Peace and Conflict Studies

Front Cover
SAGE Publications, Mar 19, 2002 - History - 571 pages

"I teach an introductory course on this topic and can think of no other useful text in the field...I like the organization and scope of this volume—beginning with the nature and causes of war, then proceeding to 'negative' peace, and then 'positive' peace. I also liked the extensive use of literary fragments—my students would relate to that....There's a need for it and I think the authors are on the right track."

-Michael Klare

Hampshire College

This core textbook comprehensively introduces students to the relatively young interdisciplinary field of peace and conflict studies. This field is unabashedly value-oriented, and although the authors are up front about their own values and opinions, they attempt to present all sides of complex debates to assist students in forming personal and social opinions, insisting only that those opinions be informed by serious intellectual effort.
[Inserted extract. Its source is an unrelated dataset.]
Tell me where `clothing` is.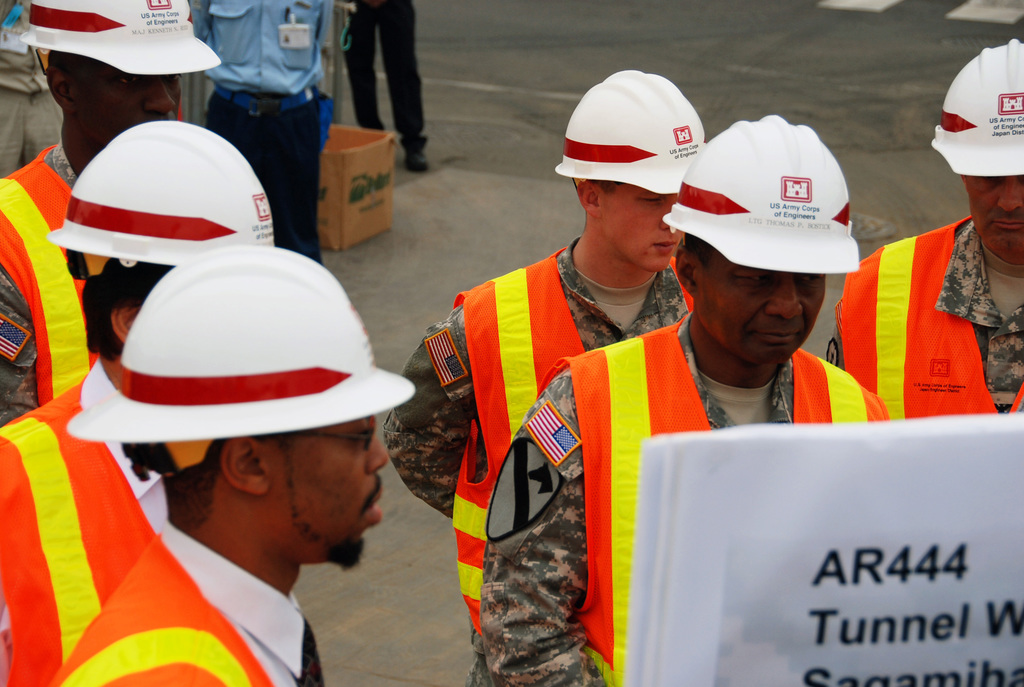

A hallmark of the book is an effort to encourage independent and critical thinking among student readers.

About the author (2002)

David P. Barash (PhD, University of Wisconsin) is a professor of psychology emeritus at the University of Washington. His studies span animal behavior, evolution, and social psychology, with concentrations in sociobiology, psychological aspects of the arms race and nuclear war, and peace studies. A prolific author and researcher, he has written more than 270 technical articles and 40 books ranging from monographs to college textbooks to popular trade titles. His book Introduction to Peace Studies (1991) was the first comprehensive undergraduate textbook in the field of Peace Studies. His book Threats: Intimidation and its Discontents (2020, Oxford University Press), is especially concerned with debunking nuclear deterrence. Charles P. Webel (PhD, University of California, Berkeley) is presently a professor of international relations and philosophy at the University of New York in Prague. He previously held the Delp- Wilkinson Chair in Peace Studies at Chapman University. A five-time Fulbright Scholar and graduate of the Psychoanalytic Institute of Northern California, he has conducted postdoctoral research at Harvard University, the Max Planck Institute, and the Universities of Paris, Frankfurt, and Heidelberg. He has also taught in the Peace and Conflict Studies Program at Berkeley, the Honors College of University of South Florida, and at Harvard College. He is the author or editor of many articles and nine books, including the forthcoming The Fate of this World and the Future of Humanity.